What language do you want to use mcl with?
What language do you want to use mcl with?
I am implementing many multi-party computation (MPC) protocols, most of which need efficient ECC operations. For example, the classic Diffie-Hellman based private set intersection protocol need n hash-to-curve operations and 2n ECC multiplication operations, where n stands for the parties' element size.
Directly implementing all operations in C/C++ is OK for the PoC. However, in actual system, we need to make it compatible with our existing communication system that uses Java Netty framework. For this reason, I should use MCL with Java. I use Hex encoding for Ec (in MCL) and ECPoint (in Bouncy Castle) conversions.
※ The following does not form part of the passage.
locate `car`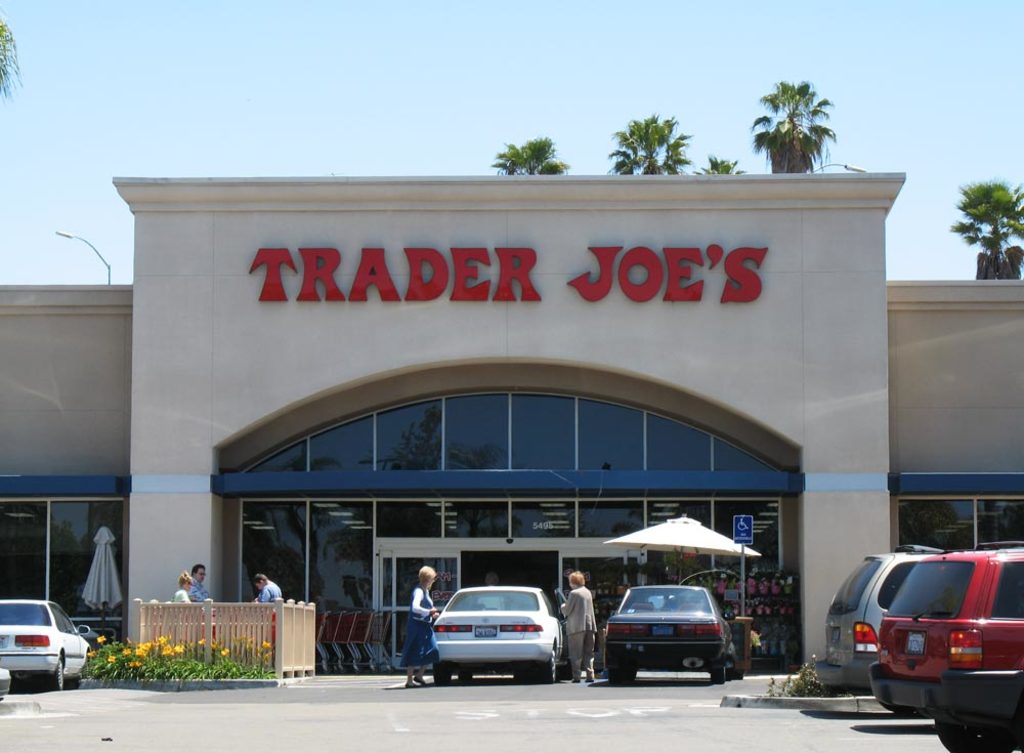
[x1=603, y1=584, x2=740, y2=677]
During the implementation, I found that getStr() in MCL is in the form of "Z X Y" while toString() in Bouncy Castle is in the form of "(X, Y, Z)". I think it is worth sharing to you to may have better compatibility in JNI version of MCL.
Is this what you want?
https://github.com/herumi/mcl/commit/2d2f29abadfeb1310c0bcee7f54647af8b61df23
Is this what you want?
Sorry for the late reply. I noticed that there exisits JNI for MCL. However, I don't think it is what I want (not because of the functionality, but of the efficiency). Also, it seems that current MCL does not have mcl::ec::tryAndIncMapTo. I think I will mannually implement naive hashToCurve inspired by your code. Thank you very much!
it seems that current MCL does not have mcl::ec::tryAndIncMapTo. I think I will mannually implement naive hashToCurve inspired by your code.
I implemented it at the dev branch. https://github.com/herumi/mcl/commit/b1f7940bf2f0506ad7d141a1100ce4e932e8145c I think that I'll push it into master if it is okay.
it seems that current MCL does not have mcl::ec::tryAndIncMapTo. I think I will mannually implement naive hashToCurve inspired by your code.
I implemented it at the dev branch. b1f7940 I think that I'll push it into master if it is okay.
I have tested the code and it runs well. I will close the current Issue. Please feel free to let me know if you plan to implement standard HashToCurve functionality. Thank your again for all your help!
I notice that MCL supports HashToG operations for bilinear groups. Does MCL supports HashToCurve for normal ellptic curves, e.g., secp256k1? If so, how to do that? Sorry that I do not find such interfaces in the header file.